When they had drawn on out of earshot life began to return
to the banks and nature again took possession of the scene.
Alligators abounded once on this lower Chagres, but they have
grown scarce now, or shy, and though we sat with H----'s automatic
rifle across our knees in turns we saw no more than a carcass or a
skeleton on the bank at the foot of the sheer wall of impenetrable
verdure.
Till at length the sea opened on our sight through the alley-way
of jungle, and a broad inviting cocoanut grove nodded and beckoned
on our left. Instead we paddled out across the sandbar to play
with the surf of the Atlantic, but found it safer to return and
glide across the little bay to the drowsy straw and tin village.
Here--for the mouth of the Chagres like its source lies in a
foreign land--a solitary Panamanian policeman in the familiar
Arctic uniform enticed us toward the little thatched office, and
house, and swinging hammock of the alcalde to register our names,
and our business had we had any. So deep-rooted was the serenity
of the place that even when "Dusty," in all Zone innocence,
addressed the white-haired little mulatto as "hombre" he lost
neither his dignity nor his temper.
The policeman and a brown boy of merry breed went with us up the
grassy rise to the old fort. In its musty vaulted dungeons were
still the massive, rust-corroded irons for feet, waist and neck of
prisoners of the old brutal days; blind owls stared upon us; once
the boy brought down with his honda, or slung-shot, one of the
bats that circled uncannily above our heads.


=== Task goal ===
All of the entries below should be returned verbatim, apart from the pictures.

=== Information given ===
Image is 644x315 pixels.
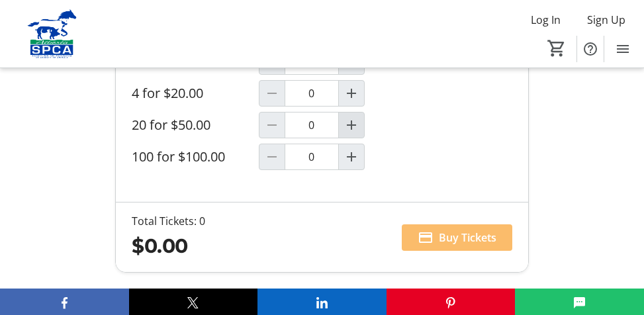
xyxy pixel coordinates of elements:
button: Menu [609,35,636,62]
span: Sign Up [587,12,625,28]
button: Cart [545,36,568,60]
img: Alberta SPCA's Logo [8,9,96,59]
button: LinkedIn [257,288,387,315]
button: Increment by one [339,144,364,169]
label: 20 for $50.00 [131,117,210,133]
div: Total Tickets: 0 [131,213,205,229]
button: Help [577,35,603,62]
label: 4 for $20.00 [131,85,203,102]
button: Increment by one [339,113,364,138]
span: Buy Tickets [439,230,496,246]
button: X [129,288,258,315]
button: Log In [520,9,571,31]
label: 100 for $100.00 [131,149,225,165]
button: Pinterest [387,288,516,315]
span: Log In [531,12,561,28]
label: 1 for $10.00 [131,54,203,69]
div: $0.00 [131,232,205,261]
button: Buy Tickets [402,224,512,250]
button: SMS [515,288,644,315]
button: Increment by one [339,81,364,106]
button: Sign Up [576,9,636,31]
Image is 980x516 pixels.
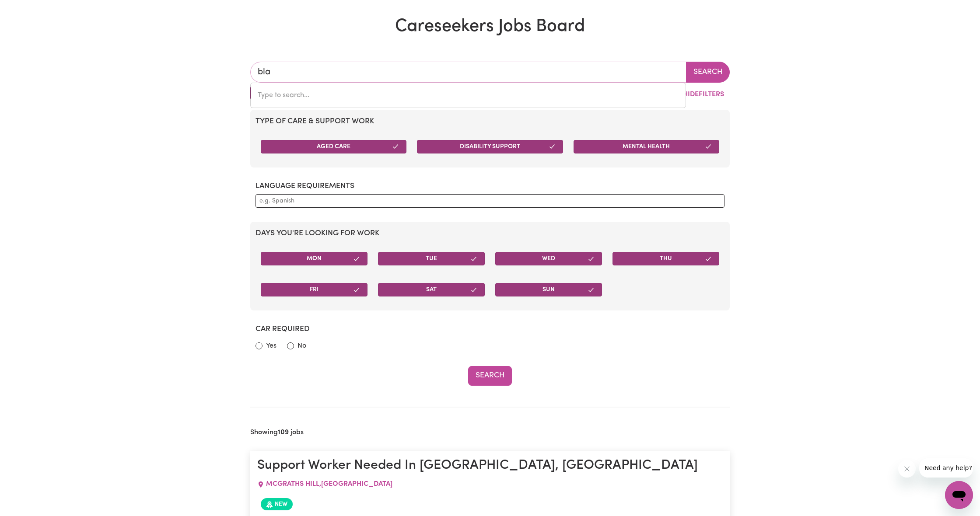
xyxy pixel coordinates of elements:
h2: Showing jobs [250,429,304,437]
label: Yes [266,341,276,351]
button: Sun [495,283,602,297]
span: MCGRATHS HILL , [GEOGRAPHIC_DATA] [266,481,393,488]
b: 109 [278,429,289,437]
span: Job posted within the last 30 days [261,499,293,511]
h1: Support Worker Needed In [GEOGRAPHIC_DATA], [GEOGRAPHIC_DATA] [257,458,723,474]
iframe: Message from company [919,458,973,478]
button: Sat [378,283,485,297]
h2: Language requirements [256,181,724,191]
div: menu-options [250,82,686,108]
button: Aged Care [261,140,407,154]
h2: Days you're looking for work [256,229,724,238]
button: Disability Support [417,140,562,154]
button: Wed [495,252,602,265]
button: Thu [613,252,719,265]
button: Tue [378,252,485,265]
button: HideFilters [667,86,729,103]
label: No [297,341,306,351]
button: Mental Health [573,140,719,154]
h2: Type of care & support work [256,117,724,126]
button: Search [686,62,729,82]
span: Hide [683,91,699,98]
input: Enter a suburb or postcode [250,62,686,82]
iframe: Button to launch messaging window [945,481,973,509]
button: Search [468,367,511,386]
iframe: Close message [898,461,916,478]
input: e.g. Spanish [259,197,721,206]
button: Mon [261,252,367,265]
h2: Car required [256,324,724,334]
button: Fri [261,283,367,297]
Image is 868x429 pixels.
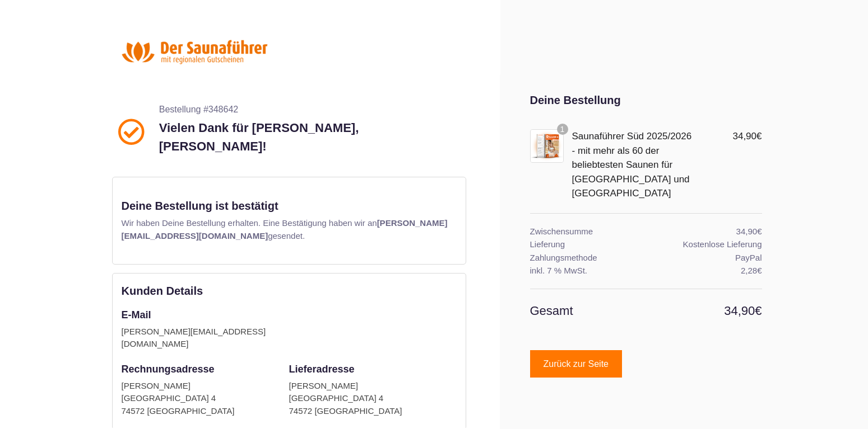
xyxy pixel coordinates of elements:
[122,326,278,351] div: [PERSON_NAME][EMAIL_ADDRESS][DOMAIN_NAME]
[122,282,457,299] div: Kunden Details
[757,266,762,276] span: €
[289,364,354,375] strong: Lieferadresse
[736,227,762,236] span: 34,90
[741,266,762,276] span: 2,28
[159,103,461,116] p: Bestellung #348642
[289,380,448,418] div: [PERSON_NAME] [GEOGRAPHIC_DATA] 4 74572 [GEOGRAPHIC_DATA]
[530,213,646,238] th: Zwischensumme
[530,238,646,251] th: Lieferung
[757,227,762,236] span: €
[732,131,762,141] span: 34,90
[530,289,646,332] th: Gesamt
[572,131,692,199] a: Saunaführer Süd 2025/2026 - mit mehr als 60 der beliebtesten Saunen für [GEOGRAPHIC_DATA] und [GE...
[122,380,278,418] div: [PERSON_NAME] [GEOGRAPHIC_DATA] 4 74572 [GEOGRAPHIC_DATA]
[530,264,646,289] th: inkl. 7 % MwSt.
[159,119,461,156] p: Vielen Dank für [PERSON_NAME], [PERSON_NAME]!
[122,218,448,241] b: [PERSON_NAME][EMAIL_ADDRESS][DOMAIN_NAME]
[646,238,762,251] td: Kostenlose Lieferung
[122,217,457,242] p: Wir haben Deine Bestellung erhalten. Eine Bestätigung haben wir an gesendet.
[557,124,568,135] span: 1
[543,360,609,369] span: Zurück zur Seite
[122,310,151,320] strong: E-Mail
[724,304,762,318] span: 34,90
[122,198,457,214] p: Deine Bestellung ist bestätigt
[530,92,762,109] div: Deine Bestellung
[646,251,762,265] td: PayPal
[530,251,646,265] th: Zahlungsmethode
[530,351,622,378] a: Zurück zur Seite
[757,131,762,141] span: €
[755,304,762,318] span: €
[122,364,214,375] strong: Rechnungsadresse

=== Task answer ===
Image is 644x315 pixels.
xyxy pixel coordinates of elements:
button: Menu [609,35,636,62]
span: Sign Up [587,12,625,28]
button: Cart [545,36,568,60]
img: Alberta SPCA's Logo [8,9,96,59]
button: LinkedIn [257,288,387,315]
button: Increment by one [339,144,364,169]
label: 20 for $50.00 [131,117,210,133]
div: Total Tickets: 0 [131,213,205,229]
button: Help [577,35,603,62]
label: 4 for $20.00 [131,85,203,102]
button: Increment by one [339,113,364,138]
span: Buy Tickets [439,230,496,246]
button: X [129,288,258,315]
button: Log In [520,9,571,31]
label: 100 for $100.00 [131,149,225,165]
button: Pinterest [387,288,516,315]
span: Log In [531,12,561,28]
label: 1 for $10.00 [131,54,203,69]
div: $0.00 [131,232,205,261]
button: Buy Tickets [402,224,512,250]
button: SMS [515,288,644,315]
button: Increment by one [339,81,364,106]
button: Sign Up [576,9,636,31]
Image is 980x516 pixels.
xyxy pixel coordinates of elements:
h2: Showing jobs [250,429,304,437]
label: Yes [266,341,276,351]
button: Sun [495,283,602,297]
span: MCGRATHS HILL , [GEOGRAPHIC_DATA] [266,481,393,488]
b: 109 [278,429,289,437]
span: Job posted within the last 30 days [261,499,293,511]
h1: Support Worker Needed In [GEOGRAPHIC_DATA], [GEOGRAPHIC_DATA] [257,458,723,474]
iframe: Message from company [919,458,973,478]
button: Sat [378,283,485,297]
h2: Language requirements [256,181,724,191]
div: menu-options [250,82,686,108]
button: Aged Care [261,140,407,154]
h2: Days you're looking for work [256,229,724,238]
button: Disability Support [417,140,562,154]
button: Wed [495,252,602,265]
button: Thu [613,252,719,265]
button: Tue [378,252,485,265]
button: HideFilters [667,86,729,103]
label: No [297,341,306,351]
button: Mental Health [573,140,719,154]
h2: Type of care & support work [256,117,724,126]
button: Search [686,62,729,82]
span: Hide [683,91,699,98]
input: Enter a suburb or postcode [250,62,686,82]
iframe: Button to launch messaging window [945,481,973,509]
button: Search [468,367,511,386]
iframe: Close message [898,461,916,478]
input: e.g. Spanish [259,197,721,206]
button: Mon [261,252,367,265]
h2: Car required [256,324,724,334]
button: Fri [261,283,367,297]
Image is 868x429 pixels.
xyxy pixel coordinates of elements:
[122,326,278,351] div: [PERSON_NAME][EMAIL_ADDRESS][DOMAIN_NAME]
[122,282,457,299] div: Kunden Details
[757,266,762,276] span: €
[289,364,354,375] strong: Lieferadresse
[736,227,762,236] span: 34,90
[741,266,762,276] span: 2,28
[159,103,461,116] p: Bestellung #348642
[289,380,448,418] div: [PERSON_NAME] [GEOGRAPHIC_DATA] 4 74572 [GEOGRAPHIC_DATA]
[530,213,646,238] th: Zwischensumme
[530,238,646,251] th: Lieferung
[757,227,762,236] span: €
[732,131,762,141] span: 34,90
[530,289,646,332] th: Gesamt
[572,131,692,199] a: Saunaführer Süd 2025/2026 - mit mehr als 60 der beliebtesten Saunen für [GEOGRAPHIC_DATA] und [GE...
[122,380,278,418] div: [PERSON_NAME] [GEOGRAPHIC_DATA] 4 74572 [GEOGRAPHIC_DATA]
[530,264,646,289] th: inkl. 7 % MwSt.
[159,119,461,156] p: Vielen Dank für [PERSON_NAME], [PERSON_NAME]!
[122,218,448,241] b: [PERSON_NAME][EMAIL_ADDRESS][DOMAIN_NAME]
[646,238,762,251] td: Kostenlose Lieferung
[122,217,457,242] p: Wir haben Deine Bestellung erhalten. Eine Bestätigung haben wir an gesendet.
[557,124,568,135] span: 1
[543,360,609,369] span: Zurück zur Seite
[122,310,151,320] strong: E-Mail
[724,304,762,318] span: 34,90
[122,198,457,214] p: Deine Bestellung ist bestätigt
[530,92,762,109] div: Deine Bestellung
[646,251,762,265] td: PayPal
[530,251,646,265] th: Zahlungsmethode
[530,351,622,378] a: Zurück zur Seite
[757,131,762,141] span: €
[755,304,762,318] span: €
[122,364,214,375] strong: Rechnungsadresse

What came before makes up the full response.